Of all the lists and awards that are reigned down on books at the end of the year, this list is my most favorite. I have reached out to past guests from The Stacks in 2023 and asked them to share with us their favorite book they read this year, and the one book in 2024 they’re looking forward to. I love the list because, as you know, The Stacks’ guests have the best taste in books, and the list is unlike what you get in every other publication. My guests have range.

I hope you enjoy reconnecting with the many voices from our 2023 season.


Chelsea Devantez
Host of Glamorous Trash with Chelsea Devantez

The best books I read this year were almost entirely recommended by Traci! The Other Side and We Were Once Family are massive highlights for me. But there is one memoir that I found via my podcast which I cannot stop thinking about and that is Joyce Maynard’s 1998 memoir At Home In The World. Joyce is a voracious writer and I almost felt the book had me in an emotional chokehold as I read about her relationship with JD Salinger when he was 53 and she was just eighteen. I would describe the book as haunting, both as a piece of writing, and in the book’s place in culture. In 1998 she was shunned and decried by Marureen Dowd as a ‘leech woman’ by daring to speak against Salinger, and even after such bravery it would be eighteen more years till we saw a movement like ‘me too.’

Book I’m looking forward to reading in 2024: RuPaul’s memoir! This is maybe his 5th book, but my fingers are crossed that this time he will finally give us all the wonderful gnarly details of his life story without a filter. 

Chelsea was our guest for Episode 248, and Episode 251, where she discussed The Meaning of Mariah Carey.


Lamya H
Author of Hijab Butch Blues: A Memoir

The best book I read this year was Bushra Rehman’s Roses, in the Mouth of a Lion. It’s a beautiful book about a Pakistani girl coming of age in immigrant New York in the 80s, and weaves queerness, Islam and community into a lush, intimate story about friendship. 

Book I’m looking forward to reading in 2024: Linda Villarosa’s Under the Skin. I’ve read a lot of her brilliant essays about race and health in the US, blending statistics and personal stories, and am looking forward to reading more of her analysis. 

Lamya was our guest for Episode 253, where they discussed their book Hijab Butch Blues.


José Olivarez
Author of Promises of Gold

The best book I read in 2023 was Teeth by Aracelis Girmay. Aracelis is one of my favorite poets, so I regularly return to her books. Teeth is her first book of poems, and maybe it’s something about where I am or where the world is, but cracking Teeth open felt revelatory.

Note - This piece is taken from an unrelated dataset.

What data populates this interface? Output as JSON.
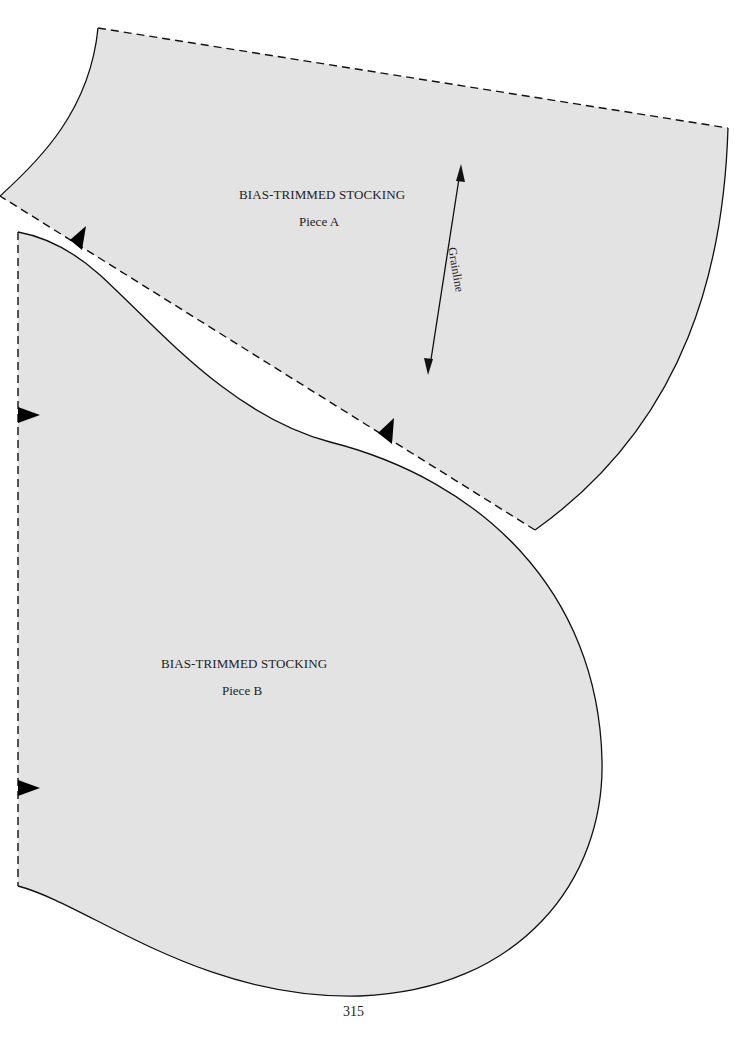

I love these poems. Go read this poem for a sample.

Book I’m looking forward to reading in 2024Say Hello To My Little Friend by Jennine Capo Crucet. I got to read an ARC of this book and it is even more wild, absurd, and incredible than a book set around a Pitbull impersonator turned Scarface protégé promises to be. 

José was our guest for Episode 258, where he discussed his book Promises of Gold.


Ari Shapiro
Author of The Best Strangers in the World: Stories from a Life Spent Listening

The best book I read this year was Blackouts, by Justin Torres (and that was before it won the National Book Award, thank you very much). It elegantly blurs the lines between fiction and history to excavate queer stories that have been forgotten or buried. The novel is a multimedia experience, and as soon as I finished the book I wanted to return to the beginning and read it again.

Book I’m looking forward to reading in 2024: Next year my colleague Sarah McCammon is coming out with her first book, The Exvangelicals. It combines memoir with reportage, tying her own story of leaving the Evangelical church with a larger social trend of others who have done the same.

Ari was our guest for Episode 262, where he discussed his book The Best Strangers in the World.


Nicole Chung
Author of A Living Remedy: A Memoir

I loved Bryan Washington’s Family Meal for many reasons, but what made me cry was the book’s exploration of how wrenching and also how bewildering grief can be. We feel Cam’s loss, and we also witness how hard and confusing it is for those who care about him—who don’t always know what to do or how to help, even though they want to—and this felt so resonant for me, especially after the last few years we’ve all experienced. I also appreciate how the novel made me consider what it means to have really important history with someone, and how that can shape what we think of as their “truth” without always being 100% true—we often tell ourselves the same stories about people in our lives, and then find out we have much more to learn.

Book I’m looking forward to reading in 2024: I recently received a galley of Crystal Hana Kim’s The Stone Home, a Drop Everything And Read moment for me. She’s a profoundly beautiful writer and I’m loving it so far. 

Nicole was our guest for Episode 265, where she discussed her book A Living Remedy, and Episode 269, where she discussed This Boy We Made by Taylor Harris.


Roxana Asgarian
Author of We Were Once a Family: A Story of Love, Death, and Child Removal in America

The best thing I read in 2023 was Lonesome Dove by Larry McMurtry. I read it during the worst part of a hellish Texas summer, and was swept up and swept into the human-feeling characters and the visceral depictions of the natural world. It’s the perfect read for when you need a good long epic to fall all the way into.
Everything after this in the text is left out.